(SUPPLIED ENTRIES Opens)

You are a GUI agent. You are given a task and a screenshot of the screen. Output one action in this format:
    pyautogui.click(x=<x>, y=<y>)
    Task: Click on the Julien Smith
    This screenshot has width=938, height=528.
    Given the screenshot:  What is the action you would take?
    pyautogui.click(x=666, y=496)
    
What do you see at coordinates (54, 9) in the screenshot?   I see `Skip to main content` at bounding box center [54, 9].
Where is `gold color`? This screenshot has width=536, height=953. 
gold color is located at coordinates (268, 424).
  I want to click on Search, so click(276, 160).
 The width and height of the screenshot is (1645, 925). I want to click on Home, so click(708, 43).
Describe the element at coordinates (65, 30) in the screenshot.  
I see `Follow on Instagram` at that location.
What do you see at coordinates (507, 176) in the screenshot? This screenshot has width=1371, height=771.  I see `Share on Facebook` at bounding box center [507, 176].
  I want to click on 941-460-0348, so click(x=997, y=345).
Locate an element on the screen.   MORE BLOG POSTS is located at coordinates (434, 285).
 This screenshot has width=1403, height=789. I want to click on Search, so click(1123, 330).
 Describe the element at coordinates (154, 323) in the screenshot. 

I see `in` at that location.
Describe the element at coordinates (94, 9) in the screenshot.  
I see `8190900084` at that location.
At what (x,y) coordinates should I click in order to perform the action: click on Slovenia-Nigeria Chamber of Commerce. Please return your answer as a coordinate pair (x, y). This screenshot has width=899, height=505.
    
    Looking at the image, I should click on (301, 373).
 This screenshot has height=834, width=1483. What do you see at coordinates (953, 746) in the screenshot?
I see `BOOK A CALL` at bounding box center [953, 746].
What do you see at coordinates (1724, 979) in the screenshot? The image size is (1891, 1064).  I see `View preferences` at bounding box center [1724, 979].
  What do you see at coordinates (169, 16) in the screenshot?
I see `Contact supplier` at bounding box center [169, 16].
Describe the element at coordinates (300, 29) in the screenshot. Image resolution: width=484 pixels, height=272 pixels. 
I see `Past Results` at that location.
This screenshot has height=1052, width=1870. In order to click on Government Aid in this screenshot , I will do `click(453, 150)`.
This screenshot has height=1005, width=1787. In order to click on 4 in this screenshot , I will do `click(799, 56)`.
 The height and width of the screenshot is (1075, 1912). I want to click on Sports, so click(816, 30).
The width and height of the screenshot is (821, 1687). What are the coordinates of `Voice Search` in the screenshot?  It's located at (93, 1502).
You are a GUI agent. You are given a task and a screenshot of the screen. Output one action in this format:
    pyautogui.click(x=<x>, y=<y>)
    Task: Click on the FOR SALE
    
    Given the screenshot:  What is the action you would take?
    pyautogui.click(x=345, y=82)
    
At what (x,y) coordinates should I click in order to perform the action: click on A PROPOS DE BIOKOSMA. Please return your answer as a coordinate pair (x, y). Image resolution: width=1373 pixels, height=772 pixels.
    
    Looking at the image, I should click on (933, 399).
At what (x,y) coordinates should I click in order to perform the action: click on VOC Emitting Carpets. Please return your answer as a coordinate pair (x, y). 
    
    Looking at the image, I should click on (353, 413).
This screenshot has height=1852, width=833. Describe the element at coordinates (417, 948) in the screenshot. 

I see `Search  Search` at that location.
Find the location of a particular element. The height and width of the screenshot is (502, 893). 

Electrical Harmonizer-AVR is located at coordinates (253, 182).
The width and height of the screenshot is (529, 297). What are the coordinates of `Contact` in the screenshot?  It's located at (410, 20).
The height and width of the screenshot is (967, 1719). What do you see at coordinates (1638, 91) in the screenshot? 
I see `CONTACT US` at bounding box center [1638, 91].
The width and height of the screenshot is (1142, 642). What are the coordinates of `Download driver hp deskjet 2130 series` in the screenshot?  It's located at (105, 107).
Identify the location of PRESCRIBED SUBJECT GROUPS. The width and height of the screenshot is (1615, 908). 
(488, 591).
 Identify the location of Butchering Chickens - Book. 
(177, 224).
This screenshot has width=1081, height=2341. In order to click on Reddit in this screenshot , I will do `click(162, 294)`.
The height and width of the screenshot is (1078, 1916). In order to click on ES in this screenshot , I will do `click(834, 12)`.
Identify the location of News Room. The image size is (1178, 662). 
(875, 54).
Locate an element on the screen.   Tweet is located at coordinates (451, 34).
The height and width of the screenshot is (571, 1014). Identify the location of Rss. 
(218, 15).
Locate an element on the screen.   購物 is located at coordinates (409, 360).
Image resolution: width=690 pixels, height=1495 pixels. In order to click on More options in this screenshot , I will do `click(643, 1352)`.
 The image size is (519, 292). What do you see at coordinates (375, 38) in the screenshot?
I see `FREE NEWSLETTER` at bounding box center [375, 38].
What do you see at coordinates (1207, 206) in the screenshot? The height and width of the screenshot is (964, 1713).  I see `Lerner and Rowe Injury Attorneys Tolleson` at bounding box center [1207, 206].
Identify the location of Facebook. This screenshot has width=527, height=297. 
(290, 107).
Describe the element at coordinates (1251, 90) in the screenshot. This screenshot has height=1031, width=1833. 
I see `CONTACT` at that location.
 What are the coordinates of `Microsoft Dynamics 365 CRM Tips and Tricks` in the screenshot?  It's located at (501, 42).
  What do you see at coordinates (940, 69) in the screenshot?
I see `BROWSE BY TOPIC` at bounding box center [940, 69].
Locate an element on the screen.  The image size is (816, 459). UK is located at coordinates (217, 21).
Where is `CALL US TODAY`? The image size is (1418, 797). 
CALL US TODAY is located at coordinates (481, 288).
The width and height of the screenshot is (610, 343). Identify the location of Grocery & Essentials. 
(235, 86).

(SUPPLIED ENTRIES Closes)

* _BRIEF_: Repeat verbatim the opening run of entries, ending with the line that contains "What do you see at coordinates (54, 9)".

* _YOUR SOLUTION_:
You are a GUI agent. You are given a task and a screenshot of the screen. Output one action in this format:
    pyautogui.click(x=<x>, y=<y>)
    Task: Click on the Julien Smith
    This screenshot has width=938, height=528.
    Given the screenshot:  What is the action you would take?
    pyautogui.click(x=666, y=496)
    
What do you see at coordinates (54, 9) in the screenshot?   I see `Skip to main content` at bounding box center [54, 9].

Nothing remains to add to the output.